Margaret Thatcher’s neo-liberalism prompted riots across the country from April to July 1981. By January 1982 UK unemployment reached 3,000,000 for the first time since the 1930s and Liverpool was losing about 12,000 people a year as they left searching for work.
The play
conjures up the desperation of the times through the experience of six
workers unable to get permanent work. Taking a chance with an 'off the
books' stint on a building site they hope that the 'sniffers' of the
Department of Employment don’t catch them.
Snowy (George
Caple), referred to by other workers as Karl Marx, takes pride in
plastering and speaks enthusiastically of the 1960s as a time of
political success.
He carries a length of rope to hang out of the window in case he has to make a quick escape. The first moments of the play give us an idea of how that will work out.
His father George (Philip Whitchurch) has become the wise older unofficial community advisor regularly visited by others needing help. He recalls a time when Liverpool boomed with shipping.
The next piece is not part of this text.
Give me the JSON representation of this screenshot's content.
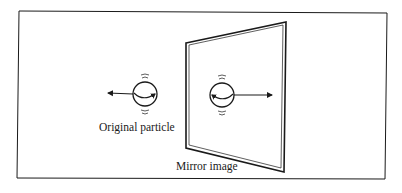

All are facing some kind of home difficulties including Chrissie (Nathan McMullen), described by other workers as 'too nice'. We see something of the way anxieties about employment affect his relationship with his wife Angie (Lauren O'Neil).
The grim atmosphere is lightened by light banter and the increasingly desperate appearances of Yosser Hughes (Barry Sloane), which generate ambivalent audience laughter as he badgers anyone he sees working with the words 'Gizza job. I could do that. Go on, gizzit'.
The show gives us a believable glimpse of a community in trouble struggling to maintain hope. There is no time to empathise with any particular character though we come away with a vivid memory of Yosser’s desperation, from his manic requests for any job he comes across to his explosive fight with brutal police officers who come to turf him out of his house.
Faithful to a television series that accurately took the pulse of a city at the sharp end of government cruelty, this compassionate entertaining play well deserves a tour that includes a short run at the National before its transfer to London’s Garrick Theatre.